1

I am developing an application which must run on up to thousands of client systems that I control (Linux) which are connected behind common NAT devices to public Internet. Each of these client devices must receive infrequent messages from a cloud service (1 or 2 per day) and on average, must receive these messages in less than a 500ms.

I have full control of both server and client systems to install any operating system, programming languages or applications. However I will not have control of the router and network in between. Otherwise, I could just call a web service running on the "client" devices in order to send the messages.

I have considered running Node.js on the cloud service, with javascript sockets on the client kept open 24x7. From what I am told Node can handle tens of thousands of open connections, making it an ideal server for this.

NAT devices will time out open connections, so dummy keep alive data could be sent. And if the connection is dropped, the client just renews the socket.

Other options include Erlang or even a simple c socket with long polling.

However I am having a difficult time researching this problem for other approaches.

What would be the best approach? Given no restrictions on language or programming.

6
  • 1
    is it an option to have the clients communicate with each other? Commented Jul 8, 2013 at 0:31
  • @ratchet freak No, the clients will not be able to communicate with each other. Sorry, to make it clearer they will all be on separate networks, but connected to the public Internet. Commented Jul 8, 2013 at 0:55
  • 3
    As soon as you have the messages being passed over the internet you're at the mercy of it. It doesn't matter what language or clever code you've written, a congested network will cause you problems and it's completely out of your control.
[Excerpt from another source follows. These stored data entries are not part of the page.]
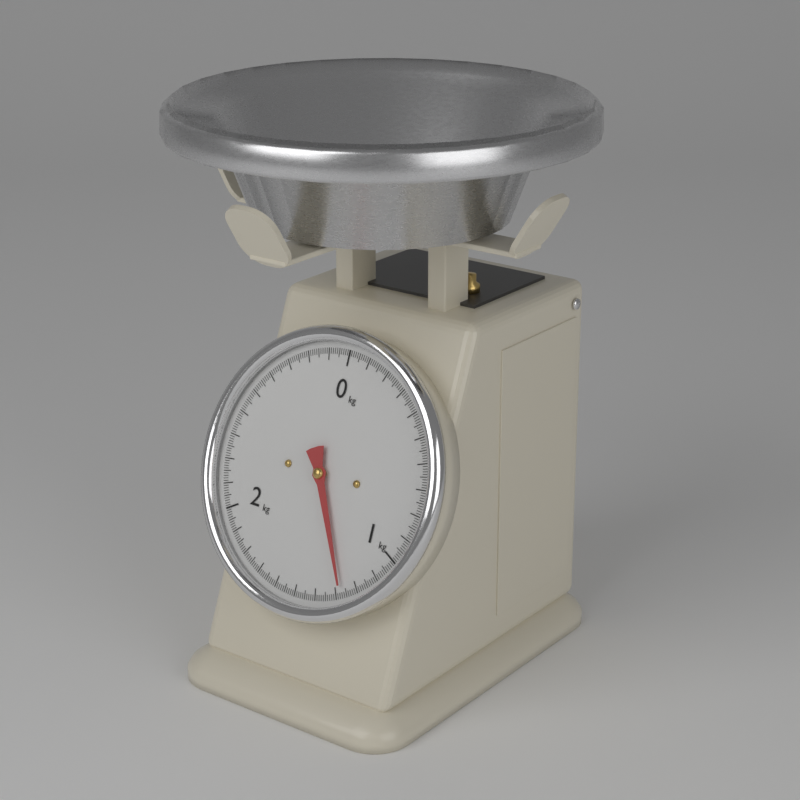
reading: 1.27 kg
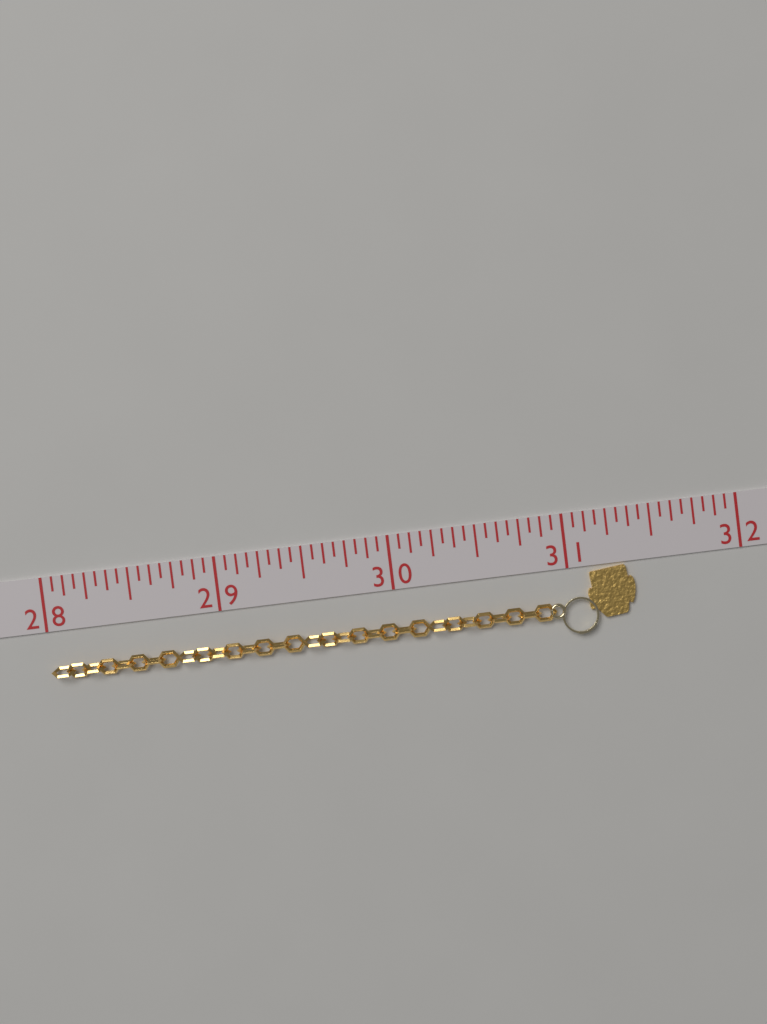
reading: 31.3750 (no unit)
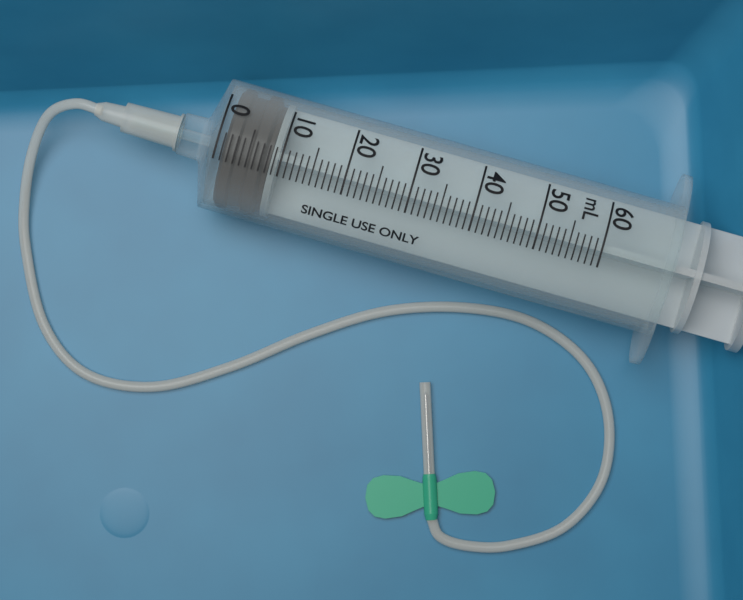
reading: 1 mL
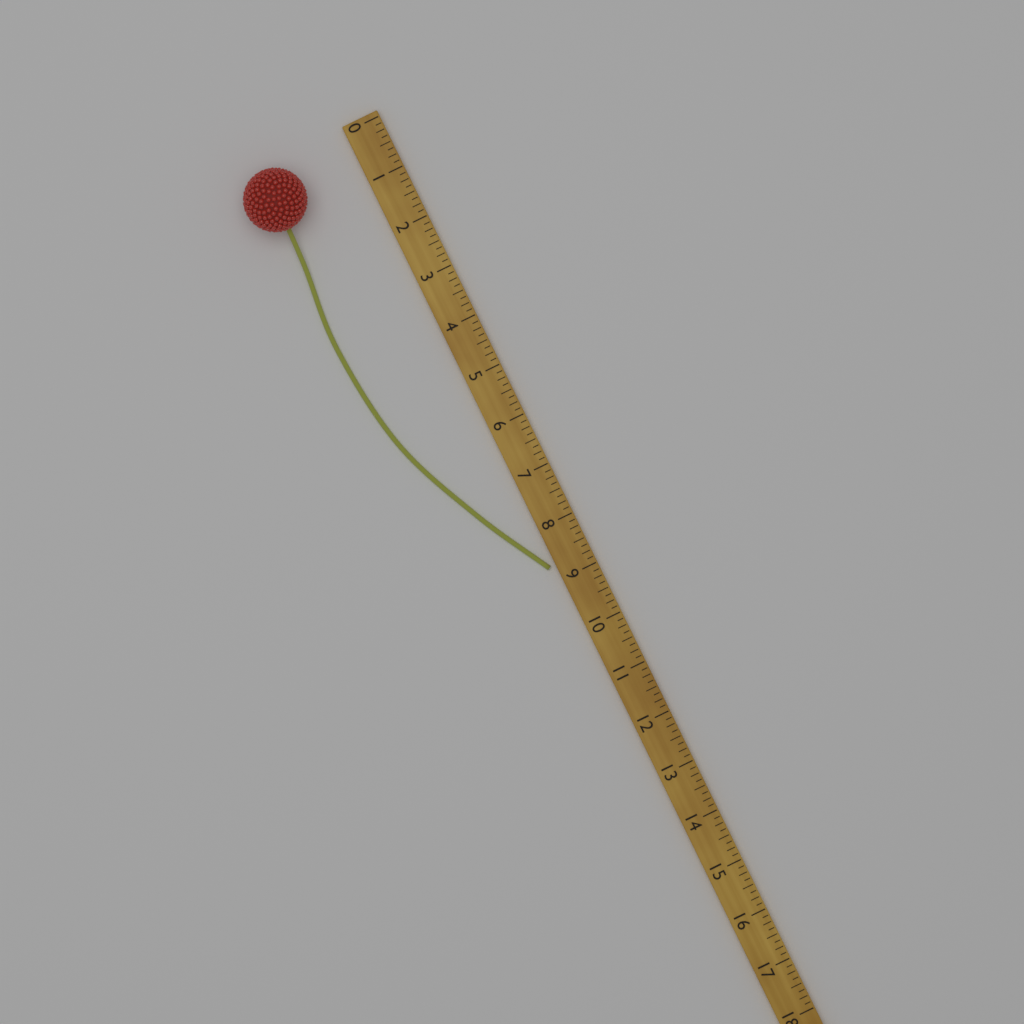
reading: 8.750 (no unit)
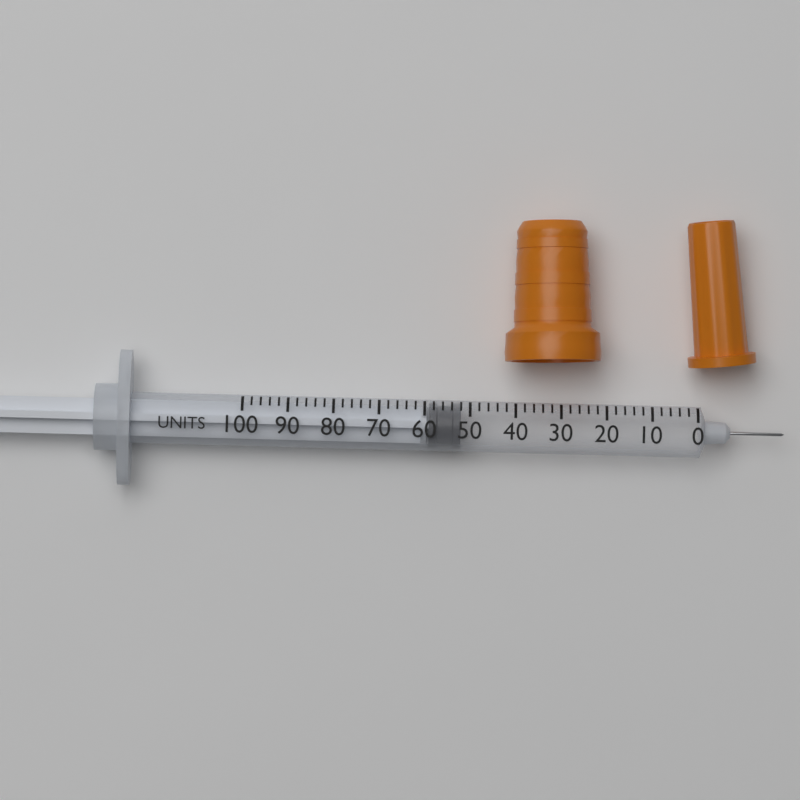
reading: 52 units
Your best bet is to have a very close look at the hardware side of things first. Check the link speed to and from servers and check what's in the contract in terms of guaranteed uptime and availability. Once you've got that sorted start looking at the code.
    – Rocklan
    Commented Jul 8, 2013 at 2:41
  • @LachlanB -- Yes I do understand that the network itself will be a limiting factor. However I just want to find the right software architecture to push through the message as fast as possible when possible. Commented Jul 8, 2013 at 3:04
  • 1
    Consider using UDP rather than TCP. You will still need to traverse the NAT so your clients will need to periodically ping the server and you will need some sort of acknowledgement mechanism but overall it should be simpler than TCP.
    – Guy Sirton
    Commented Jul 8, 2013 at 3:18

1 Answer 1

1

One way of handling this is to use PubNub. It is a paid service, but well worth it since it basically handles the entire messaging portion of what you describe, and wouldn't have any scale issues.

Its very easy to implement. The clients would connect to the service using long polling (if you roll your own) or one of their client libraries. Messages are passed as JSON.

I have used PubNub for a commercial software project, and it works very well.

2
  • 1
    This is actually a great option. This would allow us to have a viable solution immediately and work through the best options to develop our own for the long term. Commented Jul 8, 2013 at 18:13
  • If's a great option please at least mark up the answer or even accept it :) Commented Aug 6, 2013 at 8:37

Your Answer

By clicking “Post Your Answer”, you agree to our terms of service and acknowledge you have read our privacy policy.

Not the answer you're looking for? Browse other questions tagged or ask your own question.